6). A particularly interesting example has a disambiguator both outside and inside speech. Concerning the blind beggar Bartimaeus, Mark says that when he heard “that it was Jesus of Nazareth, he began to cry out and say, ‘Jesus, Son of David’” (10:47). The disambiguator is used outside speech because the narrative here is reporting what the blind man heard. Simply saying that someone with a common male name was passing by would not explain why the beggar began to call out.
Another striking piece of knowledge appears where Luke records that the tax collector Zacchaeus climbed up a sycamore tree in Jericho (Luke 19:4).

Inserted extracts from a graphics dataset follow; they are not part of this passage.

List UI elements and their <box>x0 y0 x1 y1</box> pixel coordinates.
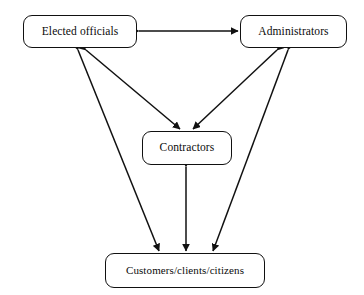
node-customers-clients-citizens[interactable]: Customers/clients/citizens <box>105 253 265 288</box>
node-administrators[interactable]: Administrators <box>240 15 347 48</box>
node-label-contractors: Contractors <box>160 142 215 154</box>
node-label-administrators: Administrators <box>258 26 328 38</box>
node-contractors[interactable]: Contractors <box>142 131 232 165</box>
node-label-customers-clients-citizens: Customers/clients/citizens <box>126 265 244 276</box>
node-label-elected-officials: Elected officials <box>42 26 119 38</box>
node-elected-officials[interactable]: Elected officials <box>23 15 137 48</box>
edge-admins-contract <box>193 50 277 129</box>
edge-elected-contract <box>86 50 180 129</box>
diagram-canvas: Elected officials Administrators Contrac… <box>0 0 364 295</box>
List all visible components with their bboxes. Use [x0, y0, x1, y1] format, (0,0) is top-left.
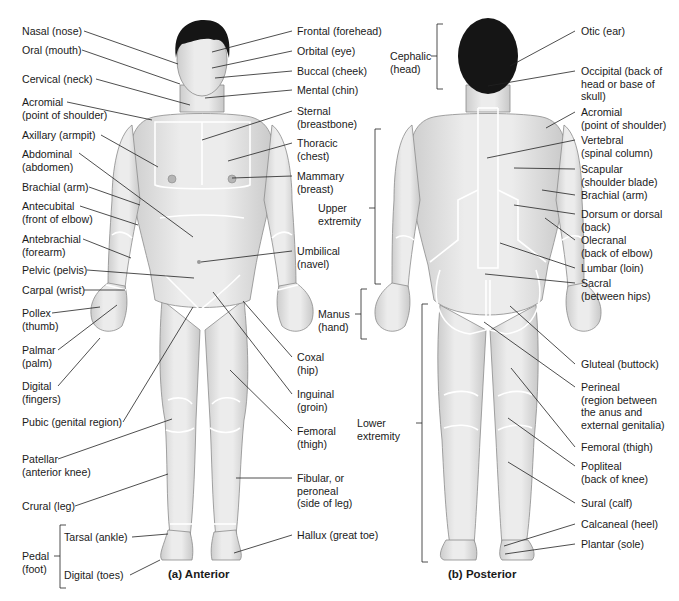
label-mammary: Mammary(breast): [297, 170, 344, 195]
label-digital-toes: Digital (toes): [64, 569, 123, 582]
label-antecubital: Antecubital(front of elbow): [22, 200, 93, 225]
label-cervical: Cervical (neck): [22, 73, 93, 86]
label-frontal: Frontal (forehead): [297, 25, 382, 38]
label-sacral: Sacral(between hips): [581, 277, 651, 302]
label-pedal: Pedal(foot): [22, 550, 49, 575]
label-lower-extremity: Lowerextremity: [357, 417, 400, 442]
label-axillary: Axillary (armpit): [22, 129, 96, 142]
label-brachial-posterior: Brachial (arm): [581, 189, 648, 202]
label-lumbar: Lumbar (loin): [581, 262, 643, 275]
label-vertebral: Vertebral(spinal column): [581, 134, 653, 159]
label-cephalic: Cephalic(head): [390, 50, 431, 75]
label-popliteal: Popliteal(back of knee): [581, 460, 648, 485]
label-coxal: Coxal(hip): [297, 351, 324, 376]
label-oral: Oral (mouth): [22, 44, 81, 57]
label-umbilical: Umbilical(navel): [297, 245, 340, 270]
label-antebrachial: Antebrachial(forearm): [22, 233, 81, 258]
label-nasal: Nasal (nose): [22, 25, 82, 38]
label-manus: Manus(hand): [318, 308, 350, 333]
label-otic: Otic (ear): [581, 25, 625, 38]
label-dorsum: Dorsum or dorsal(back): [581, 208, 662, 233]
label-abdominal: Abdominal(abdomen): [22, 148, 73, 173]
label-upper-extremity: Upperextremity: [318, 202, 361, 227]
label-acromial-posterior: Acromial(point of shoulder): [581, 106, 666, 131]
label-calcaneal: Calcaneal (heel): [581, 518, 658, 531]
label-inguinal: Inguinal(groin): [297, 388, 334, 413]
label-pollex: Pollex(thumb): [22, 307, 59, 332]
label-carpal: Carpal (wrist): [22, 284, 85, 297]
label-mental: Mental (chin): [297, 84, 358, 97]
label-buccal: Buccal (cheek): [297, 65, 367, 78]
label-thoracic: Thoracic(chest): [297, 137, 338, 162]
label-olecranal: Olecranal(back of elbow): [581, 234, 653, 259]
label-sural: Sural (calf): [581, 497, 632, 510]
label-acromial: Acromial(point of shoulder): [22, 96, 107, 121]
label-palmar: Palmar(palm): [22, 344, 56, 369]
label-orbital: Orbital (eye): [297, 45, 355, 58]
label-patellar: Patellar(anterior knee): [22, 453, 91, 478]
label-pelvic: Pelvic (pelvis): [22, 264, 87, 277]
label-plantar: Plantar (sole): [581, 538, 644, 551]
label-femoral-posterior: Femoral (thigh): [581, 441, 653, 454]
posterior-figure: [375, 85, 601, 560]
label-occipital: Occipital (back ofhead or base ofskull): [581, 65, 662, 103]
label-perineal: Perineal(region betweenthe anus andexter…: [581, 381, 665, 431]
label-tarsal: Tarsal (ankle): [64, 531, 128, 544]
label-scapular: Scapular(shoulder blade): [581, 163, 658, 188]
label-digital-fingers: Digital(fingers): [22, 380, 61, 405]
caption-posterior: (b) Posterior: [448, 568, 516, 580]
label-gluteal: Gluteal (buttock): [581, 358, 659, 371]
label-crural: Crural (leg): [22, 500, 75, 513]
label-sternal: Sternal(breastbone): [297, 105, 357, 130]
anterior-figure: [91, 24, 313, 560]
label-hallux: Hallux (great toe): [297, 529, 378, 542]
label-pubic: Pubic (genital region): [22, 416, 122, 429]
label-femoral-anterior: Femoral(thigh): [297, 425, 336, 450]
caption-anterior: (a) Anterior: [168, 568, 230, 580]
label-fibular: Fibular, orperoneal(side of leg): [297, 472, 352, 510]
label-brachial: Brachial (arm): [22, 181, 89, 194]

The relevant species, ficus sycomorus, did not grow in northern Mediterranean countries (Italy, Greece, Turkey), and in fact lacks natural pollinators in those countries.53 But this tree was characteristic of Jericho, according to the second-century rabbi Abba Shaul.54 How did the author know there were sycamores in Jericho? The simple explanation is that he had either been there or spoken to someone who had.
John gives no explanation of why Jesus should single out Philip for this question, nor why Andrew should join in the reply. However, earlier John says, “Now Philip was from Bethsaida, the city of Andrew and Peter” (John 1:44; see also 12:21). John does nothing with this information, but it makes sense in the light of Luke 9:10, which locates the miracle near Bethsaida.
The fact that the resurrection accounts agree on the major story—the empty tomb and angel(s) seen prior to the encounter with Jesus—differ on many midsized points, and then agree on tiny details such as these, reflects the sort of pattern we would expect from independent reports, not from direct literary dependence or deliberate falsification of narratives. Here the literary evidence suggests that speech has been independently preserved in two witnesses.
We may put the conclusion so far like this: were it not for the many miraculous reports in the Gospels, most historians would be very happy to treat their accounts as generally historically reliable.